This three part New Year essay was commissioned by the Okinawan daily Ryukyu shimpo.
For Japanese text, carried here with permission from Ryukyu shimpo, see the headings of each section.
2009 is an especially important date in Okinawan history. It marks the 400th anniversary of the invasion and conquest of the islands in 1609 by 3,000 musket-bearing samurai from the mainland Japanese domain of Satsuma. Till then, as the Ryukyu kingdom, the islands had been an autonomous part of the East Asian “tribute” world centring on Ming China. After the invasion, the appearance of independence continued but henceforth in fact the Ryukyu kings were subject to Satsuma, and to the Edo Japanese state.
270 years later, in 1879, even the residual sovereignty of the Okinawan kings was finally extinguished and the islands were incorporated as Okinawa prefecture within the modern Japanese state (the Meiji state, established in 1868).
The 400th anniversary of Okinawa’s incorporation in the pre-modern Japanese state, which is also the 130th anniversary of its incorporation in the modern state, offers an occasion to reflect on four turbulent centuries, from the perspective of a territory that has uniquely been both “in” and “out” of the Japanese state. Once Japan’s remotest periphery, for long butt of discrimination and exploitation and literally sacrificed to try to stave off attack on the “mainland” in 1945, Okinawa in the 21st century is at the heart of the Northeast Asian region and, as the following essay argues, raises crucial questions over Japan’s identity and role in the world.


> **PROBLEM TO SOLVE**
Output all of the records again, exactly as written.

> **TASK INPUTS**
== Segment start ==

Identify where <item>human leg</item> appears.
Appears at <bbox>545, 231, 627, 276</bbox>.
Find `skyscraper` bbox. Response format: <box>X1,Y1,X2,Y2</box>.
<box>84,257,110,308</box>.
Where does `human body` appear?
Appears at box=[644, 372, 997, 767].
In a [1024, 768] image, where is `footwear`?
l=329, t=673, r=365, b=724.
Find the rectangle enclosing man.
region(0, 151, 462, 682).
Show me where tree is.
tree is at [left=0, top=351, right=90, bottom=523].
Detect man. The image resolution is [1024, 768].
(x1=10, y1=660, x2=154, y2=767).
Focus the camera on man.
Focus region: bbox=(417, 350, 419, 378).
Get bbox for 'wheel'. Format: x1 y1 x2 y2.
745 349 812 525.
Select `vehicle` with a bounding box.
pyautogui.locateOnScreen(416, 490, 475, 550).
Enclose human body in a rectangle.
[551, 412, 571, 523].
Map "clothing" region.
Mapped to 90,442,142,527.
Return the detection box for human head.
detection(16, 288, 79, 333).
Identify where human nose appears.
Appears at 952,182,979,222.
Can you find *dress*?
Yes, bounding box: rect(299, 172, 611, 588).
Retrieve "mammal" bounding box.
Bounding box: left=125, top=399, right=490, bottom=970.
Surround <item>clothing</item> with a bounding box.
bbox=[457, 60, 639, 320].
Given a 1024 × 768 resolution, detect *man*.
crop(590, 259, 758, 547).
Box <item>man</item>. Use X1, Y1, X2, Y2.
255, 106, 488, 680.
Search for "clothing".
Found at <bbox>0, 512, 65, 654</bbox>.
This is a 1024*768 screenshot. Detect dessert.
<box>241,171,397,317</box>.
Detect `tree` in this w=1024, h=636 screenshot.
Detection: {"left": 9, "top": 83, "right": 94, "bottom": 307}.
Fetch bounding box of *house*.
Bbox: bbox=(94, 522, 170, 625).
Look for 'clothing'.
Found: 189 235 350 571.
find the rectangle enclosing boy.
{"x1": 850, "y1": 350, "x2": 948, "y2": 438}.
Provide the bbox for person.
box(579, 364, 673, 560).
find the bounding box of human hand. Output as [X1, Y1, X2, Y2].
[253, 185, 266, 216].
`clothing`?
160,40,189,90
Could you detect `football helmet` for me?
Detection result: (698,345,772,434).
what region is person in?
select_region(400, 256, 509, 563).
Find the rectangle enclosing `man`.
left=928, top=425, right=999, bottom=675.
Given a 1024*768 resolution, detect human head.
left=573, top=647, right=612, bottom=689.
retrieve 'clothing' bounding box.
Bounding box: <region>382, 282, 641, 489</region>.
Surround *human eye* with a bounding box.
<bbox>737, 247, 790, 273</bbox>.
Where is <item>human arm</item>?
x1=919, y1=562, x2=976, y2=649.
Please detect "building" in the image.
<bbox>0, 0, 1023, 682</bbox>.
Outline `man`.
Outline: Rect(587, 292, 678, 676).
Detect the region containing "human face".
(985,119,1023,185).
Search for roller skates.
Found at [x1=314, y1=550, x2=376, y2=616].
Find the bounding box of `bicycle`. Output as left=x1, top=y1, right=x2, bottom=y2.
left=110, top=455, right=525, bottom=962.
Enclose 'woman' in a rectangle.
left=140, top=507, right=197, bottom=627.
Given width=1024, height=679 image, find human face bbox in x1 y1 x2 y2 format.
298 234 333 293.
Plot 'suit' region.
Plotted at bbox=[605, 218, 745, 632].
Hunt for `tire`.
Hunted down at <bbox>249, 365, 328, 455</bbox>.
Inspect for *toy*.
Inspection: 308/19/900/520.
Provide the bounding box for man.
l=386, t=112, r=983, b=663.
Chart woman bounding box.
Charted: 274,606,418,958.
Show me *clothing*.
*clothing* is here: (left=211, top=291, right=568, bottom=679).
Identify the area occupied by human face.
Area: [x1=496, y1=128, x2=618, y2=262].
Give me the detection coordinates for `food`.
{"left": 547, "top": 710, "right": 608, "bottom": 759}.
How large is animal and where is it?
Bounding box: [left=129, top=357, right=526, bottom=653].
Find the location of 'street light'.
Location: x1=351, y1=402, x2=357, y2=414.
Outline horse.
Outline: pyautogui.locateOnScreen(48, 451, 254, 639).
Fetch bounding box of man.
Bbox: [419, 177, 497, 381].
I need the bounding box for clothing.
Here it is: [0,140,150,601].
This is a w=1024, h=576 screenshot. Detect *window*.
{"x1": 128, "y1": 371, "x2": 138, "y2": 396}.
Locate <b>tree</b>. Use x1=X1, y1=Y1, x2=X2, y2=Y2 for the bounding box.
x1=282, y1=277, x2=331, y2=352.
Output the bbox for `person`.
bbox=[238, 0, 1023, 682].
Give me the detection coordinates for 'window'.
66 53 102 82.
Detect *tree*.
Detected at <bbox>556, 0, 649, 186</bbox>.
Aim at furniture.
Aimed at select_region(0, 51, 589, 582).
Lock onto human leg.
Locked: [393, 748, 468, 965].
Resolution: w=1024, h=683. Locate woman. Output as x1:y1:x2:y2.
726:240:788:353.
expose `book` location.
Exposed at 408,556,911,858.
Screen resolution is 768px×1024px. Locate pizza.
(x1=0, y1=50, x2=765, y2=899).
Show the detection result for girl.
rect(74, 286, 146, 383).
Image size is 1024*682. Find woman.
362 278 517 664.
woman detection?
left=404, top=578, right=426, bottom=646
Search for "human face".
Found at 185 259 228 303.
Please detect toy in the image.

== Segment end ==

> **TASK RESULT**
Identify where <item>human leg</item> appears.
Appears at <bbox>545, 231, 627, 276</bbox>.
Find `skyscraper` bbox. Response format: <box>X1,Y1,X2,Y2</box>.
<box>84,257,110,308</box>.
Where does `human body` appear?
Appears at box=[644, 372, 997, 767].
In a [1024, 768] image, where is `footwear`?
l=329, t=673, r=365, b=724.
Find the rectangle enclosing man.
region(0, 151, 462, 682).
Show me where tree is.
tree is at [left=0, top=351, right=90, bottom=523].
Detect man. The image resolution is [1024, 768].
(x1=10, y1=660, x2=154, y2=767).
Focus the camera on man.
Focus region: bbox=(417, 350, 419, 378).
Get bbox for 'wheel'. Format: x1 y1 x2 y2.
745 349 812 525.
Select `vehicle` with a bounding box.
pyautogui.locateOnScreen(416, 490, 475, 550).
Enclose human body in a rectangle.
[551, 412, 571, 523].
Map "clothing" region.
Mapped to 90,442,142,527.
Return the detection box for human head.
detection(16, 288, 79, 333).
Identify where human nose appears.
Appears at 952,182,979,222.
Can you find *dress*?
Yes, bounding box: rect(299, 172, 611, 588).
Retrieve "mammal" bounding box.
Bounding box: left=125, top=399, right=490, bottom=970.
Surround <item>clothing</item> with a bounding box.
bbox=[457, 60, 639, 320].
Given a 1024 × 768 resolution, detect *man*.
crop(590, 259, 758, 547).
Box <item>man</item>. Use X1, Y1, X2, Y2.
255, 106, 488, 680.
Search for "clothing".
Found at <bbox>0, 512, 65, 654</bbox>.
This is a 1024*768 screenshot. Detect dessert.
<box>241,171,397,317</box>.
Detect `tree` in this w=1024, h=636 screenshot.
Detection: {"left": 9, "top": 83, "right": 94, "bottom": 307}.
Fetch bounding box of *house*.
Bbox: bbox=(94, 522, 170, 625).
Look for 'clothing'.
Found: 189 235 350 571.
find the rectangle enclosing boy.
{"x1": 850, "y1": 350, "x2": 948, "y2": 438}.
Provide the bbox for person.
box(579, 364, 673, 560).
find the bounding box of human hand. Output as [X1, Y1, X2, Y2].
[253, 185, 266, 216].
`clothing`?
160,40,189,90
Could you detect `football helmet` for me?
Detection result: (698,345,772,434).
what region is person in?
select_region(400, 256, 509, 563).
Find the rectangle enclosing `man`.
left=928, top=425, right=999, bottom=675.
Given a 1024*768 resolution, detect human head.
left=573, top=647, right=612, bottom=689.
retrieve 'clothing' bounding box.
Bounding box: <region>382, 282, 641, 489</region>.
Surround *human eye* with a bounding box.
<bbox>737, 247, 790, 273</bbox>.
Where is <item>human arm</item>?
x1=919, y1=562, x2=976, y2=649.
Please detect "building" in the image.
<bbox>0, 0, 1023, 682</bbox>.
Outline `man`.
Outline: Rect(587, 292, 678, 676).
Detect the region containing "human face".
(985,119,1023,185).
Search for roller skates.
Found at [x1=314, y1=550, x2=376, y2=616].
Find the bounding box of `bicycle`. Output as left=x1, top=y1, right=x2, bottom=y2.
left=110, top=455, right=525, bottom=962.
Enclose 'woman' in a rectangle.
left=140, top=507, right=197, bottom=627.
Given width=1024, height=679 image, find human face bbox in x1 y1 x2 y2 format.
298 234 333 293.
Plot 'suit' region.
Plotted at bbox=[605, 218, 745, 632].
Hunt for `tire`.
Hunted down at <bbox>249, 365, 328, 455</bbox>.
Inspect for *toy*.
Inspection: 308/19/900/520.
Provide the bounding box for man.
l=386, t=112, r=983, b=663.
Chart woman bounding box.
Charted: 274,606,418,958.
Show me *clothing*.
*clothing* is here: (left=211, top=291, right=568, bottom=679).
Identify the area occupied by human face.
Area: [x1=496, y1=128, x2=618, y2=262].
Give me the detection coordinates for `food`.
{"left": 547, "top": 710, "right": 608, "bottom": 759}.
How large is animal and where is it?
Bounding box: [left=129, top=357, right=526, bottom=653].
Find the location of 'street light'.
Location: x1=351, y1=402, x2=357, y2=414.
Outline horse.
Outline: pyautogui.locateOnScreen(48, 451, 254, 639).
Fetch bounding box of man.
Bbox: [419, 177, 497, 381].
I need the bounding box for clothing.
Here it is: [0,140,150,601].
This is a w=1024, h=576 screenshot. Detect *window*.
{"x1": 128, "y1": 371, "x2": 138, "y2": 396}.
Locate <b>tree</b>. Use x1=X1, y1=Y1, x2=X2, y2=Y2 for the bounding box.
x1=282, y1=277, x2=331, y2=352.
Output the bbox for `person`.
bbox=[238, 0, 1023, 682].
Give me the detection coordinates for 'window'.
66 53 102 82.
Detect *tree*.
Detected at <bbox>556, 0, 649, 186</bbox>.
Aim at furniture.
Aimed at select_region(0, 51, 589, 582).
Lock onto human leg.
Locked: [393, 748, 468, 965].
Resolution: w=1024, h=683. Locate woman. Output as x1:y1:x2:y2.
726:240:788:353.
expose `book` location.
Exposed at 408,556,911,858.
Screen resolution is 768px×1024px. Locate pizza.
(x1=0, y1=50, x2=765, y2=899).
Show the detection result for girl.
rect(74, 286, 146, 383).
Image size is 1024*682. Find woman.
362 278 517 664.
woman detection?
left=404, top=578, right=426, bottom=646
Search for "human face".
Found at 185 259 228 303.
Please detect toy in the image.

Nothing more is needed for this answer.